Western RPGs Need to Get off the Tabletop: An Essay

Fans of Japanese and Western RPGs have been at each others’ throats for ages.

JRPGs are currently the whipping boy of gaming culture, and admittedly, after Final Fantasy XIII, an unrestrained testimony to genre excess, it’s hard not to see the criticisms. Linearity of gameplay and storyline and a cast of largely predefined characters are the most common targets. Many Western RPG fans claim they can’t even really be categorized as RPGs at all.

But there’s one feature that Japanese RPGs seem to have learned long ago that Western RPGs are still stumbling over: video games are a visual medium, not a textual one. They understand such fundamental elements of visual storytelling as pacing and using the camera to create drama, while such juggernauts as the Fallout series remain evidently stumped by basic cinematography. If JRPGs are the classic Star Wars of the gaming world — melodramatic, flashy, and compelling despite flaws in writing and execution — then far too many Western RPGs are closer to Shakespeare portrayed by a cast of first-year drama students in an empty warehouse.

Most Western role-playing video games ultimately trace their heritage back to Dungeons and Dragons, that venerable monolith of nerd culture. The first entries in the genre were often literal attempts to transcribe the core of the D&D experience to computer. Naturally, since these were text-heavy affairs back in the days of rather sparse graphics, a great deal of imagination was required; fitting, since D&D itself is all about abstract visualization and imagination.

We’re obviously not stuck in the days of mandatory text-based interfaces anymore. You can’t go for a walk without tripping over high-res 3D graphics, bruising your shin on customizable protagonist appearances and then knocking yourself unconscious on fully voice-acted characters.

The tools to tell a good story are well within developers’ grasps. The obstacle is largely one of design mentality, not technical limitations.

Take Fallout: New Vegas. Obsidian really outdid themselves on this post-apocalyptic tale of nation-building on the frontiers of society. The player takes on the role of the Courier, a common messenger boy left for dead after a rival steals his latest delivery. Ultimately, the Courier’s efforts tip the balance of power in the region and lead to the ascendancy of one of three major factions, each with its own pros and cons, while simultaneously touching the lives of many smaller communities in significant ways.

But for all its intricacies of plotting and multifaceted characterization, the Mojave Wasteland never becomes a living, breathing place.

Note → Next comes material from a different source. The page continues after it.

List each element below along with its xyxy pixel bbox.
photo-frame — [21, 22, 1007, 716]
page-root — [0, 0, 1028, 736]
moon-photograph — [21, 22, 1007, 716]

It’s a desert, sure, but deserts have life — New Vegas’ Mojave is a barren wasteland, seemingly populated solely by vicious predators and dead-eyed humans. This vast expanse’s sheer size and lack of clear direction fragment the story into little bite-sized chunks. And New Vegas‘ insistence on a first-person perspective makes it very difficult to stage a scene. Sure, there’s a third-person mode, but the character model has the typical stiffness of FPS protagonists, making it fairly obvious that it’s not intended to be the prime mode of play.

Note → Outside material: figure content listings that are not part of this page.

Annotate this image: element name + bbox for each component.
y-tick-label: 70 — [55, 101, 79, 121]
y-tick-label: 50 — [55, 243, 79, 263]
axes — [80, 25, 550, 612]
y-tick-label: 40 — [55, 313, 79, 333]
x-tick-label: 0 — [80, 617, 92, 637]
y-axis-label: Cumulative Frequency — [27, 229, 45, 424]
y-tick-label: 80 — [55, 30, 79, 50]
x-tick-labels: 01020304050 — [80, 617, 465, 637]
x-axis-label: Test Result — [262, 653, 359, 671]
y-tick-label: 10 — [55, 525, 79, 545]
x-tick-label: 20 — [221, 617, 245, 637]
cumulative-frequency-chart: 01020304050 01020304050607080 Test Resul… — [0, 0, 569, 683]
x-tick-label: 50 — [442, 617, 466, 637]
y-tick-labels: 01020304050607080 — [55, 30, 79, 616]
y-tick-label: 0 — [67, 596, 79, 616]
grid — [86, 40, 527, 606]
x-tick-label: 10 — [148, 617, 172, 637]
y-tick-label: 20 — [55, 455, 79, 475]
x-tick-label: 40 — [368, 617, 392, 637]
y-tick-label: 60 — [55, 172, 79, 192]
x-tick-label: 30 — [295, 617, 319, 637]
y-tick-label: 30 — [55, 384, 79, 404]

These aren’t problems unique to New Vegas. Such juggernauts as Dragon Age: Origins shared the stilted camera direction, meandering pacing, and somewhat empty “open-world” setting. Other problems arise as well, such as rather pedestrian combat systems that nonetheless get an enormous amount of play. (It’s probably a good time to ask if traditional RPG-style combat is even necessary anymore.) But there’s a bigger issue than this that relates to the core of the RPG experience: talking head syndrome.

Role-playing games ultimately come down to dialogue and character interaction. Unfortunately, it is here where many western RPGs’ roots in tabletop and text-based gaming are most clearly apparent. With the notable exception of the Mass Effect series, dialogue-heavy plot sequences in such games frequently display minimal understanding of cinematography or how to stage a scene. Far too often, they rely on a huge, clunky menu of possible responses displayed over a close-up of the character being spoken to, with the ubiquitous player-defined and curiously silent protagonist not even in the shot.

Talking head syndrome is problematic because it takes the player out of the world around them during the very dialogue sequences that are supposed to give it life. Real people communicate with more than the words they’re using. Body language, the surrounding area, and tones of voice are all ever-present signs of mode and intention. None of these are convincingly utilized by talking-head scenes of menu after menu of dialogue, uninterrupted by movement or surrounding events. When the entire rest of the world seems to pause so a character can converse directly with the player, the illusion of a dynamic world can’t be maintained.

For all their supposed supremacy over JRPGs in writing, concept, and role-playing possibilities, too many western RPGs fail to make the experience on screen actually match the story being told. They remain trapped in abstract representations, still relying on imagination over representation.

Video games are, as the name implies, a visual and auditory medium. A wholly linear with fantastic plotting but poor visual and auditory integration isn’t a game; it’s a game trying to be a novel. And the real novels are generally better at it.